Hardly five months after a virtually unknown company, OpenAI unveiled the Artificial Intelligence-fueled ChatGPT tool before an astonished world, Generative AI, the technology it triggered, has percolated to the level of a mass application — the Web browser-search engine combo.
In February, Microsoft cannily shortened its development cycle by tying up with OpenAI, to use ChatGPT under the hood of its search engine, Bing.
Specifically, one has to use Microsoft’s Edge browser, to access Bing, then click on the BingChat button to get the functionality of the latest ChatGPT 4 release.
How does it improve the search experience?
Microsoft CEO Satya Nadella said:
“There are 10 billion search queries a day, but we estimate half of them go unanswered. That’s because people are using search to do things it wasn’t originally designed to do. It’s great for finding a website, but for more complex questions or tasks too often it falls short. We have brought together search, browsing and chat into one unified experience you can invoke from anywhere on the web”.
Here is a link to launch Microsoft Edge with BingChat .
Microsoft has been quick to bring the tool to mobile devices, via apps.
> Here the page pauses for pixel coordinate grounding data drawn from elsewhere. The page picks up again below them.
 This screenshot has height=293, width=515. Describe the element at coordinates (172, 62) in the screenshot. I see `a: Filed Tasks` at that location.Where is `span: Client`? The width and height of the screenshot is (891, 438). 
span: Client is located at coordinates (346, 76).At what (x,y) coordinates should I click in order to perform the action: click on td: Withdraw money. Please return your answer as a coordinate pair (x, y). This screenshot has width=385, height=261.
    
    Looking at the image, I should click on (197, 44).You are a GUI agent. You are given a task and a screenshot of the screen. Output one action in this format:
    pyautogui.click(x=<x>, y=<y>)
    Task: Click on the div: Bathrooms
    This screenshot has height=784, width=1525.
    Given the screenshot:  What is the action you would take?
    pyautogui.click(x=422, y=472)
Here is a link to launch the "Bing Chat with AI and GPT-4” app for Android devices.
Google catches up
On 10 May, at the Google I/O conference, the company opened access to its own experimental AI chat tool, Bard, across 180 countries and made it available for free to all users of any of its Workspace tools, including Gmail.
It is still tagged as an experiment with a reminder that it “may give inaccurate or inappropriate responses”. But this appears to be more of a legal disclaimer, and any one can try out Bard by going to https://bard.google.com/.
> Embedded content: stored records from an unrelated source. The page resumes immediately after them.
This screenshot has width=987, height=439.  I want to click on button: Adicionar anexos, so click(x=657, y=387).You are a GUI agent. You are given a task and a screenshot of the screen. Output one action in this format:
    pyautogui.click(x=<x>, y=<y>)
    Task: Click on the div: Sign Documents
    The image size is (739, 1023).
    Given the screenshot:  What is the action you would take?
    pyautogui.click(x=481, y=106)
It is currently available in English among three international languages — and no plans for any Indian language have been announced as yet.
Google has used its own AI language called LaMDA for Language Model for Dialogue Application, rather than harnessing ChatGPT.
Riding on the back of Google, Bard has one significant advantage over raw ChatGPT — the fact that it can integrate results of web search into archival information. Nadella’s remarks seem to suggest that BingChat does likewise, thanks to Edge.
The combo of browser plus AI-fueled chat makes for a very superior result where the inherent creativity of the generative AI tool gains immeasurably from the latest updates — data-wise that a browser like Google or Edge can provide through live searches.
Google has not yet launched a mobile version of Bard — I could not find a Bard app in the Play Store though some deceptively named other apps may confuse. But using the link given above, I could use Bard on my handset, without too much difficulty.
The original ChatGPT is still around though, everything suggests it may soon go behind a subscription wall. By providing the same — and arguably improved — functionality, the two popular browsers have democratized AI-assisted creativity in a way that was unimaginable, a year ago.
And to underline that such innovation is a moving Window, Microsoft recently added an Image Creator button to the BingChat tool allowing a user to create an image just by describing it in words. Another reason add-on is introducing chat history so that you can go back to an earlier chat and reuse it.
Google on its part has promised that Bard too will go visual, allowing one to create documents with embedded pictures and integrating the Google Lens image finder tool into the chat.
A masala mix of textual, visual and audio information, spun into anything you care to create with a little help from AI — that would seem to be very much doable in the not-too-distant future of web search.
Anand Parthasarathy is managing director at Online India Tech Pvt Ltd and a veteran IT journalist who has written about the Indian technology landscape for more than 15 years for The Hindu.